For instance, to discourage wrong parking by motorist, parking areas are set or defined; here regulation is used as policy instrument. Subsequently, imposing fine on those who break the regulation is an example that deploys economic instruments.
Further, campaigns, publicity, inclusion in educational syllabus etc. to encourage the motorist to comply are information/ persuasion instruments. Further, a combination of various instruments can be also used to achieve the mission.
Numerous polices are framed to address social, economic and environmental issues. Nevertheless, many of them have failed to address pressing current urban issues mainly due to ineffective implementation mechanism and absence of evaluation mechanism. Recognising roles of stakeholders are of utmost importance in a policy, however, this may not hold true in many cases.
One of the major reasons behind the failure of a policy is due to lack of stakeholder participation in policy formation. After all, stakeholders are the ones who are going to be directly or indirectly affected by the policy and its success lies in their active participation.
To address the urban flood, we require effective water management policy encompassing suitable policy instruments/ tools for implementation and subsequent evaluation process to identify backlogs. The reason behind the essence of urban flood policy instrument is to overcome the complexity in empirical relations, and the complexity in assessment. Having familiar instruments from past experience makes policies more predictive and adaptive in implementation.
Consequently, if this adaptive mechanism adopted by affected community is structured in a stable pattern, they can be assumed as a part of policy instrumentation and can be used in the policy formation and decision making. Further, evaluation process involving stakeholders helps to identify the ineffective areas of the policy thereby giving a fair chance to initiate corrective measures. The absence of this process is also one of the major reasons behind many failures.

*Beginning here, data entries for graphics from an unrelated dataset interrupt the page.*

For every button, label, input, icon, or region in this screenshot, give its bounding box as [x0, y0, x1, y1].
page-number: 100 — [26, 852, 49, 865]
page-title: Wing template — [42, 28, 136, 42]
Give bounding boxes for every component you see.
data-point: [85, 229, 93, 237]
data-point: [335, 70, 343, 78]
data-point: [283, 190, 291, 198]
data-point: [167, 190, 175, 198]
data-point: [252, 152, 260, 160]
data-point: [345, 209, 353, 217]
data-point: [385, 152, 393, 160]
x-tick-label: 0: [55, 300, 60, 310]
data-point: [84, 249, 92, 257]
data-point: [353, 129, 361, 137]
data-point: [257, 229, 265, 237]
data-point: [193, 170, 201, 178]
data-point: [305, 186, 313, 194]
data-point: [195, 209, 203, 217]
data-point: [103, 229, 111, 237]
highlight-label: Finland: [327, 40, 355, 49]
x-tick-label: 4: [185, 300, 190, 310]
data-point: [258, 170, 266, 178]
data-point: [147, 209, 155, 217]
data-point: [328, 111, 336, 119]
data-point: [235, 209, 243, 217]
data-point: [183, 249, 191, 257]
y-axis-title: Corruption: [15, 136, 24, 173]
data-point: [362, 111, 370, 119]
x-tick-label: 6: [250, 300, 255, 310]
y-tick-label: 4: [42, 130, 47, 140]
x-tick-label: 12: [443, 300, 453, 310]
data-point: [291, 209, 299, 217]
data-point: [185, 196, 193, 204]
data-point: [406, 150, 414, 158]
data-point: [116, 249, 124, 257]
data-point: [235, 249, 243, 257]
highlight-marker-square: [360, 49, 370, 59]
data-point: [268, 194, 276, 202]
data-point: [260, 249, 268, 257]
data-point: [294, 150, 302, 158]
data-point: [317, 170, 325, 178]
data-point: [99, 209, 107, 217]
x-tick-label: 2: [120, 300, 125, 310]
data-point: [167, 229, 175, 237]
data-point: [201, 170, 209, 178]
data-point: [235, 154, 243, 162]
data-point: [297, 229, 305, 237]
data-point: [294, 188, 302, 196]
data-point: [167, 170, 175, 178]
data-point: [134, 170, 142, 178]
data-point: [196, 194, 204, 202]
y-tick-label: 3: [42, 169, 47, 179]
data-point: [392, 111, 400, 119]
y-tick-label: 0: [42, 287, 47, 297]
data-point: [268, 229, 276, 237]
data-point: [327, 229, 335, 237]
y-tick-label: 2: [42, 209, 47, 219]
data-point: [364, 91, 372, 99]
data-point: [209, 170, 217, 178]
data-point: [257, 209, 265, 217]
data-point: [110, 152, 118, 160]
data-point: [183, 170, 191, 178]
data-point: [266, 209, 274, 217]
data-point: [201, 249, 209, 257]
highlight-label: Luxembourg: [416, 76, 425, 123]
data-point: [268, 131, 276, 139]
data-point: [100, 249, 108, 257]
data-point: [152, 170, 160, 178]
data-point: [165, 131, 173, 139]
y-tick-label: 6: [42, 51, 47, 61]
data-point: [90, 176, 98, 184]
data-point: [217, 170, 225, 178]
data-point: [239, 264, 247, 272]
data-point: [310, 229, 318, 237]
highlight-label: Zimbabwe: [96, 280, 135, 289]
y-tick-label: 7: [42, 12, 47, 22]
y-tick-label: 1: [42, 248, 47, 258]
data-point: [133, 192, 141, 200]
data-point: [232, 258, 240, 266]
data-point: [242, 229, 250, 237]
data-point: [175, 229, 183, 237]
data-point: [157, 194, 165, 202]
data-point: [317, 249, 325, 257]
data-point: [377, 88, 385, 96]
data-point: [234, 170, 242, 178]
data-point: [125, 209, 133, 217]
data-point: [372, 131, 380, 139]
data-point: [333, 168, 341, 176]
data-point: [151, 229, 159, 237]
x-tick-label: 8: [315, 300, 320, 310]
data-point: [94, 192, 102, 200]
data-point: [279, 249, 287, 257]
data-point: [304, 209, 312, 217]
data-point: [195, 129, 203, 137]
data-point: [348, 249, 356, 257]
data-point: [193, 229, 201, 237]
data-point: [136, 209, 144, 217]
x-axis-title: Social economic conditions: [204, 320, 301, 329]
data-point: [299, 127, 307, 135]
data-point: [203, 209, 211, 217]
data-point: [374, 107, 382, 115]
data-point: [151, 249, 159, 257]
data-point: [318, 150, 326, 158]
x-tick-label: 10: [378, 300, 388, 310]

Lastly, we need to relook at our present flood management policy and identify the cause rather than to address the effects and use suitable policy instruments to change the behaviour of the society towards the policy goals. Mapping and study of present urban drainage in context with historical maps and data are essential to explore the cause.
To mitigate urban flood, it is also required to clean and deepen the drain and river beds in collaboration with historical data and strengthen the weak embankments. Capacity building of our institutions along with recognition of stakeholder participation in flood policy decision making process will eradicate difficulties in policy formation, implementation, monitoring and evaluation. Enactment of proper regulations and laws, use of economic and social instruments etc. to stop solid waste disposal and encroachment on drainage and wetlands should be our prerogative strategies.
Further, there is also a strong need to study the amount of water supply to the city either by piped water or through small water enterprises. As sanitation starts from where water supply ends, the empirical data collected can be used collectively with flood data to improve and plan a sustainable drainage system for Imphal.
Concluded ...
* Bhavananda Mayengbam wrote this article for The Sangai Express
The writer is an architect specialised in Urban Infrastructure Management, IHS, Erasmus University)
This article was posted on May 25, 2017.